Originally Posted by SSharon View Post
But that just reinforces my point which is that I discovered that a lot of homeowners were to blame and bought things they couldn't afford. I don't want to play the blame game and get this moved to the PL, but my experience was that the banks weren't just out to get them.
Banks in general were out to make money, and there is nothing wrong with that on it's face. But people don't just go out and say "let's get ourselves WAY too far into debt we know we cannot repay." In a lot of cases, it wasn't the people or the bank, but the "mortgage brokers" who "qualified" people for mortgage companies and banks - and pocketed a nice fee for their trouble - that oversold people without the means to repay, often concealing the customers' means or just plain lying about them to the banks.

Banks got their part of blame when they bought loans. Wachovia bought into subprime loans after they'd peaked and while their problems were surfacing, but they went ahead with buying into them anyway.

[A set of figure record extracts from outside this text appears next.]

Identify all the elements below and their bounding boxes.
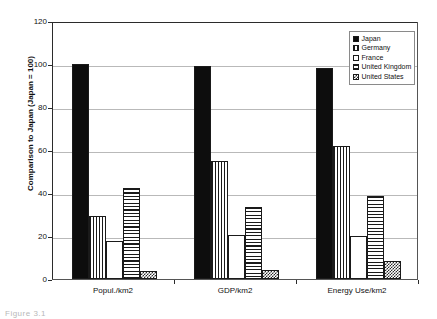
x-axis-tick-labels: Popul./km2GDP/km2Energy Use/km2: [52, 286, 418, 300]
bar: [333, 146, 350, 279]
bar: [123, 188, 140, 279]
x-axis-tick-marks: [52, 280, 418, 285]
legend-item[interactable]: United States: [353, 72, 412, 81]
y-axis-tick-marks: [0, 22, 52, 280]
chart-figure: Comparison to Japan (Japan = 100) 020406…: [0, 0, 437, 319]
legend-item-label: Germany: [362, 44, 391, 52]
x-axis-tick-label: Popul./km2: [93, 286, 133, 295]
bar: [245, 207, 262, 279]
bar: [194, 66, 211, 279]
legend-item[interactable]: Germany: [353, 44, 412, 53]
legend-swatch-icon: [353, 36, 359, 42]
bar: [350, 236, 367, 279]
bar: [211, 161, 228, 279]
bar: [316, 68, 333, 279]
bar: [106, 241, 123, 279]
legend-swatch-icon: [353, 45, 359, 51]
legend-item-label: United States: [362, 73, 404, 81]
bar-group: [53, 23, 175, 279]
bar: [89, 216, 106, 279]
legend-item[interactable]: France: [353, 53, 412, 62]
legend-swatch-icon: [353, 74, 359, 80]
legend-item[interactable]: Japan: [353, 34, 412, 43]
bar: [140, 271, 157, 279]
bar: [72, 64, 89, 279]
bar: [228, 235, 245, 279]
x-axis-tick-mark: [174, 280, 175, 284]
bar-group: [175, 23, 297, 279]
legend-item-label: Japan: [362, 35, 381, 43]
legend-item[interactable]: United Kingdom: [353, 63, 412, 72]
x-axis-tick-label: GDP/km2: [218, 286, 253, 295]
x-axis-tick-mark: [296, 280, 297, 284]
legend-item-label: France: [362, 54, 384, 62]
figure-caption: Figure 3.1: [5, 309, 46, 318]
x-axis-tick-mark: [418, 280, 419, 284]
legend-swatch-icon: [353, 55, 359, 61]
legend-swatch-icon: [353, 64, 359, 70]
chart-legend: JapanGermanyFranceUnited KingdomUnited S…: [349, 31, 415, 85]
bar: [384, 261, 401, 279]
bar: [262, 270, 279, 279]
x-axis-tick-label: Energy Use/km2: [327, 286, 386, 295]
legend-item-label: United Kingdom: [362, 63, 412, 71]
bar: [367, 196, 384, 279]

BoA is often singled out for handling their mortgages poorly, but I believe that the majority of those loans did not originate with BoA - so they get the blame for simply not knowing what they own and what they don't own. The subject of this thread is a case in point. They tried to foreclose on a previous owner because they didn't accurately document the sale (for cash) to the people they tried to foreclose on. Evil? No. Stupid? You betcha!